A mechanism for adaptive genome regulation in cancer | Nature

April 25, 2026

https://www.nature.com/articles/s41586-026-10269-1

Nice discussion of discrete cell types v cont. cell states

QT:{{”
Although the transcriptomic classification of cell types and states into discrete hierarchical entities is useful for standardizing and recogniz- ing functional units8, this framework could risk the reinforcement of a Platonic view, in which observed states are viewed as approximations to idealized configurations underpinned by strict gene programs (Fig. 1a).
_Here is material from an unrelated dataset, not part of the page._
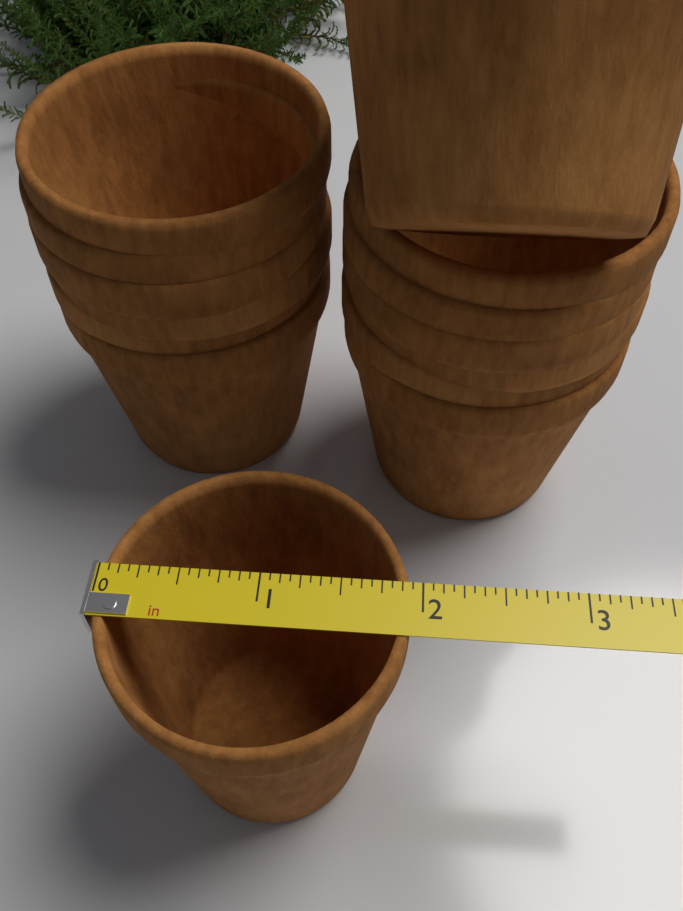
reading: 1.9375 in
The advent of single-cell RNA sequencing has provided evidence for the notion that cells often traverse continuous and multidimensional landscapes of gene expression, shaped by varying degrees of constraint and plasticity. Such dynamics are an inherent cellular attribute that also occurs in seemingly stable physiological states, and processes in normal physiology once thought to involve binary choices are now recognized as continuous (Fig. 1b). For example, haematopoiesis reflects gradual acquisition of lineage biases rather than transitions between discrete progenitor states9. Epithelial-to-mesenchymal transition (EMT) proceeds through multiple intermediate hybrid states with context-specific tran- scriptional profiles10. Waddington’s well-known epigenetic landscape metaphor, where cells roll down a fixed, branching landscape during cell-fate decisions and settle at valleys corresponding to stable inter- mediate or terminally differentiated states, may not fully capture the continuity of cellular-state transitions11. Instead, the landscape itself appears to be flexible, especially in disease contexts, with environmental and genetic changes reshaping the accessibility of states, thus changing the barriers that govern cell-state transitions (Fig. 1c). “}}

França, G. S., & Yanai, I. (2026). A mechanism for adaptive genome regulation in cancer. Nature, 652(8110), 581–590.